The images of young aspirations in the jazz age meld perfectly with Dylan's composing. Dylan once said that no great song had a middle eight. "Love and Theft" continues his love affair with the bridgeless blues, all walking bass lines, lolling fiddles and mournful lyrics delivered with a wink.
Despite his rejection of contemporary songwriting, Dylan has an unerring ear for a hook. "Po' Boy" and "Moonlight" are unforgettable, even though the chorus sneaks in unannounced, arising seamlessly out of the verse.
The best of "Love and Theft" are those lighthearted numbers that blend the lively six-piece accompaniment with Dylan's tough-as-a-badger persona (See "Floater": "You ever try to interfere with me or cross my path again/You do so at the peril of your own life/I'm not quite as cool or forgiving as I sound").
But Dylan isn't content to make a uniform album. Each song only gives the appearance of being cut from the same cloth. The singer and the speaker are not one and the same. The regretful man who stayed in "Mississippi" one day too long is not the drowning man who is told, "Great as you are, man, you'll never be greater than yourself"in "High Water."

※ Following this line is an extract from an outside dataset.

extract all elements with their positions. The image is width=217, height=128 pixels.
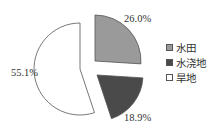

In the end, it's Dylan's supremacy and subtlety as a lyricist that cement "Love and Theft" as a great album. He effortlessly evokes a bygone era as if it were yesterday. When he sings, "From the boat I fish for bullheads/I catch a lot, sometimes, too many," it is as if the yarn-spinning minstrel is telling us of our own childhoods. None of the songs has the same lucid bombast of "Hurricane" or the gentle sorrow of "Knockin' On Heaven's Door," but the collection of "Love and Theft" is its own entity, independent of the music that made Dylan a cultural icon.
"Love and Theft" presents a songwriter who is free of the past even as he glorifies it. As he sings in "Mississippi," "Ah, this emptiness is endless, cold as the clay/You can always come back, but you can't come back all the way."